Trump’s Big Chance

This article is from the archive of The New York Sun before the launch of its new website in 2022. The Sun has neither altered nor updated such articles but will seek to correct any errors, mis-categorizations or other problems introduced during transfer.

The New York Sun

Donald Trump’s big economic speech Monday at Detroit offers a chance to get past the dodge that this race is about merely the character of the candidates and to address what William Galston of the Wall Street Journal calls the “real debate under the mud.” Both candidates are running a protectionist campaign, but on taxes, spending, and monetary policy, Mr. Trump has hinted at policies that hold far more promise for change on jobs and growth.

Growth — or the lack of it — has emerged as such an undeniable issue that the New York Times is trying to palm off on its long-suffering readers the suggestion that it has nothing to do with policy errors. Rather, the Gray Lady reckons, it’s a global phenomenon that started long before President Obama (though average quarterly GDP growth under Mr. Obama has been the worst of any of the last eleven presidents).

The big opening for Mr. Trump lies in the question of when this problem started. The Times publishes a marvelous chart showing when this decline in global growth began. It shows three downward sloping lines. Angel Collinson herself (please see above) couldn’t have skied them at their steepest. The three lines are for Europe, Japan, and America. They all portend the disaster we’ve inherited these past eight years.

The thing to mark is when the decline started. It was in the early 1970s. What happened then? That was when America defaulted on the obligations it had undertaken under the Bretton Woods system, which established a gold exchange standard. It wasn’t a gold standard of the classical type. But it did obligate America to hand over an ounce of gold for every 35 dollars presented to it by participating foreign governments.

After our default, we entered the era of fiat money, in which a dollar is not defined in law as any specific weight of gold (or silver). This has changed the whole incentive structure of the American, and world, economy, and the era of the casino economy began and average growth rates started their downhill slide, at home and abroad. It’s not just growth, either. It’s all sorts of other measures of economic performance.

During the era of Bretton Woods, unemployment averaged 4.6 percent. Between the end of Bretton woods and today, closer to 6.4 percent. The personal bankruptcy rate, on which Elizabeth Warren, a professor of bankruptcy law, likes to focus, had been steady for decades. Then suddenly — in the 1970s — it began soaring, and has yet to retreat. The inequality rate, on which Thos. Picketty likes to focus, also began soaring in the 1970s.

The opening for Donald Trump here is simple. Congress has already awakened to the idea that fiat money lies at the bottom of our economic problems — and the international nature of the problem that is underlined, but not discussed, in the Times. Within two weeks of Paul Ryan acceding to Speaker, the House passed and sent to the Senate the Fed Oversight Reform and Modernization Act. The measure is now before the Senate.

One of the things the FORM Act would do is establish a new monetary commission to conduct a strategic review of how monetary policy has been working since the century ago when we created the Federal Reserve. Mr. Obama has threatened to veto it. The opportunity for Donald Trump is to vow to sign this measure and formally open up the question of monetary reform. He is the right man to do it, because he understands the problem of currency manipulation.

Mr. Trump has shown a willingness to challenge all of the post-World War II structures — the United Nations, the North Atlantic Treaty, the North American Free Trade Agreement, among them. But none are as fundamental to the problems he wants to address as is the scourge of fiat money. If Mr. Trump can mark this point in Detroit, as he deals with taxes and regulation, he will get past the mudslinging over character and return the campaign to the main issue.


» **Problem description**:
List all the lines in these records that hold "content".

START Data for review

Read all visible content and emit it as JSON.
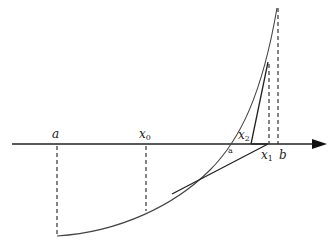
{
  "diagram": {
    "labels": {
      "a": {
        "text": "a",
        "sub": ""
      },
      "x0": {
        "text": "x",
        "sub": "0"
      },
      "x1": {
        "text": "x",
        "sub": "1"
      },
      "x2": {
        "text": "x",
        "sub": "2"
      },
      "b": {
        "text": "b",
        "sub": ""
      },
      "small_a": {
        "text": "a"
      }
    },
    "colors": {
      "axis": "#222222",
      "curve": "#444444",
      "tangent": "#222222",
      "dashed": "#333333"
    }
  }
}
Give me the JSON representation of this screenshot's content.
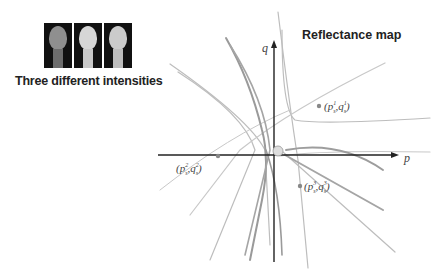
{
  "left_panel": {
    "caption": "Three different intensities",
    "images": [
      {
        "name": "head-light-1",
        "shade": "#8a8a8a"
      },
      {
        "name": "head-light-2",
        "shade": "#cfcfcf"
      },
      {
        "name": "head-light-3",
        "shade": "#c4c4c4"
      }
    ]
  },
  "reflectance_map": {
    "title": "Reflectance map",
    "axes": {
      "x_label": "p",
      "y_label": "q"
    },
    "points": [
      {
        "label_base": "(p",
        "sup1": "1",
        "sub": "s",
        "mid": ",q",
        "sup2": "1",
        "sub2": "s",
        "close": ")"
      },
      {
        "label_base": "(p",
        "sup1": "2",
        "sub": "s",
        "mid": ",q",
        "sup2": "2",
        "sub2": "s",
        "close": ")"
      },
      {
        "label_base": "(p",
        "sup1": "3",
        "sub": "s",
        "mid": ",q",
        "sup2": "3",
        "sub2": "s",
        "close": ")"
      }
    ],
    "colors": {
      "axis": "#222222",
      "curve_light": "#bdbdbd",
      "curve_dark": "#8f8f8f",
      "origin_fill": "#dddddd"
    }
  }
}
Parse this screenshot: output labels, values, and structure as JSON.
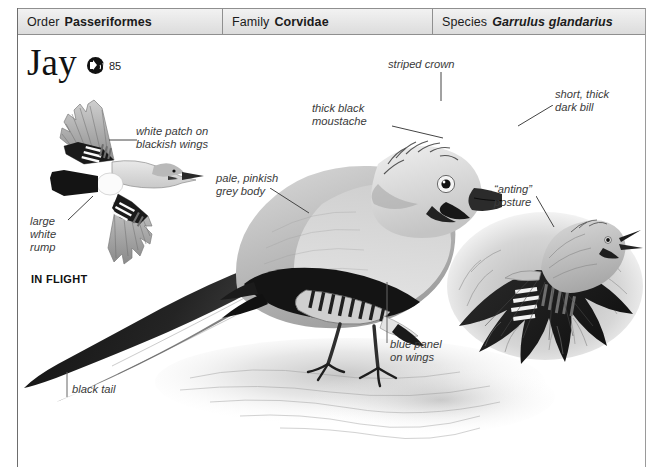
{
  "page": {
    "width": 652,
    "height": 475,
    "background": "#ffffff"
  },
  "taxonomy": {
    "order": {
      "label": "Order",
      "value": "Passeriformes"
    },
    "family": {
      "label": "Family",
      "value": "Corvidae"
    },
    "species": {
      "label": "Species",
      "value": "Garrulus glandarius"
    }
  },
  "title": {
    "common_name": "Jay",
    "sound_icon": "speaker-icon",
    "page_number": "85"
  },
  "illustrations": {
    "flight": {
      "caption": "IN FLIGHT",
      "labels": [
        {
          "id": "white-patch",
          "text": "white patch on\nblackish wings"
        },
        {
          "id": "white-rump",
          "text": "large\nwhite\nrump"
        }
      ]
    },
    "perched": {
      "labels": [
        {
          "id": "striped-crown",
          "text": "striped crown"
        },
        {
          "id": "thick-black-moustache",
          "text": "thick black\nmoustache"
        },
        {
          "id": "short-thick-dark-bill",
          "text": "short, thick\ndark bill"
        },
        {
          "id": "pale-pinkish-grey-body",
          "text": "pale, pinkish\ngrey body"
        },
        {
          "id": "blue-panel-on-wings",
          "text": "blue panel\non wings"
        },
        {
          "id": "black-tail",
          "text": "black tail"
        }
      ]
    },
    "anting": {
      "labels": [
        {
          "id": "anting-posture",
          "text": "“anting”\nposture"
        }
      ]
    }
  },
  "colors": {
    "frame": "#6d6d6d",
    "header_fill": "#e6e6e6",
    "header_border": "#8f8f8f",
    "label_text": "#3a3a3a",
    "title_text": "#121212",
    "icon_fill": "#111111"
  }
}
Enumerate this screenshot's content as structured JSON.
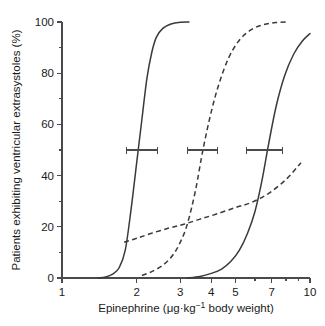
{
  "chart_data": {
    "type": "line",
    "title": "",
    "xlabel": "Epinephrine (μg·kg⁻¹ body weight)",
    "ylabel": "Patients exhibiting ventricular extrasystoles (%)",
    "xscale": "log",
    "xlim": [
      1,
      10
    ],
    "ylim": [
      0,
      100
    ],
    "grid": false,
    "legend": "none",
    "xticks": [
      1,
      2,
      3,
      4,
      5,
      7,
      10
    ],
    "xticklabels": [
      "1",
      "2",
      "3",
      "4",
      "5",
      "7",
      "10"
    ],
    "yticks": [
      0,
      20,
      40,
      60,
      80,
      100
    ],
    "yticklabels": [
      "0",
      "20",
      "40",
      "60",
      "80",
      "100"
    ],
    "yminorticks": [
      10,
      30,
      50,
      70,
      90
    ],
    "series": [
      {
        "name": "curve-1-solid",
        "style": "solid",
        "ed50": 2.1,
        "x": [
          1.4,
          1.5,
          1.6,
          1.7,
          1.8,
          1.9,
          2.0,
          2.1,
          2.2,
          2.3,
          2.4,
          2.55,
          2.75,
          3.0,
          3.25
        ],
        "y": [
          0.0,
          0.4,
          1.5,
          4.0,
          11.0,
          27.0,
          45.0,
          62.0,
          78.0,
          88.0,
          94.0,
          97.5,
          99.2,
          99.9,
          100.0
        ]
      },
      {
        "name": "curve-2-dashed",
        "style": "dashed",
        "ed50": 3.7,
        "x": [
          2.1,
          2.3,
          2.55,
          2.8,
          3.0,
          3.2,
          3.45,
          3.7,
          4.0,
          4.3,
          4.7,
          5.2,
          5.8,
          6.5,
          7.3,
          8.2
        ],
        "y": [
          1.0,
          2.5,
          5.0,
          9.0,
          14.0,
          21.0,
          34.0,
          50.0,
          65.0,
          76.0,
          86.0,
          93.0,
          97.0,
          99.0,
          99.8,
          100.0
        ]
      },
      {
        "name": "curve-3-solid",
        "style": "solid",
        "ed50": 6.6,
        "x": [
          3.2,
          3.6,
          4.0,
          4.4,
          4.8,
          5.2,
          5.6,
          6.0,
          6.4,
          6.8,
          7.3,
          7.9,
          8.6,
          9.3,
          10.0
        ],
        "y": [
          0.0,
          0.6,
          1.8,
          3.5,
          6.5,
          11.0,
          17.5,
          26.0,
          38.0,
          52.0,
          67.0,
          79.0,
          87.5,
          92.5,
          95.5
        ]
      },
      {
        "name": "curve-4-dashed-shallow",
        "style": "dashed",
        "x": [
          1.78,
          2.0,
          2.3,
          2.7,
          3.1,
          3.6,
          4.2,
          5.0,
          5.8,
          6.8,
          8.0,
          9.2
        ],
        "y": [
          14.0,
          15.5,
          17.5,
          19.5,
          21.0,
          23.0,
          25.0,
          27.5,
          29.5,
          33.0,
          38.5,
          45.0
        ]
      }
    ],
    "errorbars": [
      {
        "name": "errorbar-1",
        "y": 50,
        "center": 2.1,
        "low": 1.82,
        "high": 2.42
      },
      {
        "name": "errorbar-2",
        "y": 50,
        "center": 3.7,
        "low": 3.22,
        "high": 4.22
      },
      {
        "name": "errorbar-3",
        "y": 50,
        "center": 6.6,
        "low": 5.55,
        "high": 7.75
      }
    ]
  }
}
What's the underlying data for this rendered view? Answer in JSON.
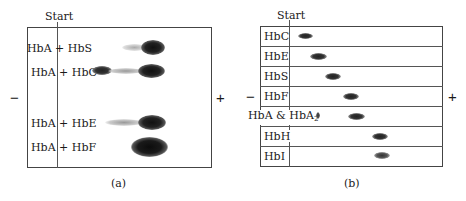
{
  "panel_a": {
    "caption": "(a)",
    "start_label": "Start",
    "minus": "−",
    "plus": "+",
    "lanes": [
      {
        "label": "HbA + HbS",
        "y": 47
      },
      {
        "label": "HbA + HbC",
        "y": 71
      },
      {
        "label": "HbA + HbE",
        "y": 122
      },
      {
        "label": "HbA + HbF",
        "y": 146
      }
    ]
  },
  "panel_b": {
    "caption": "(b)",
    "start_label": "Start",
    "minus": "−",
    "plus": "+",
    "rows": [
      {
        "label": "HbC"
      },
      {
        "label": "HbE"
      },
      {
        "label": "HbS"
      },
      {
        "label": "HbF"
      },
      {
        "label": "HbA & HbA",
        "sub": "2"
      },
      {
        "label": "HbH"
      },
      {
        "label": "HbI"
      }
    ]
  }
}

END Data for review

» **Result**:
Read all visible content and emit it as JSON.
Give me the JSON representation of this screenshot's content.
Enumerate this screenshot's content as structured JSON.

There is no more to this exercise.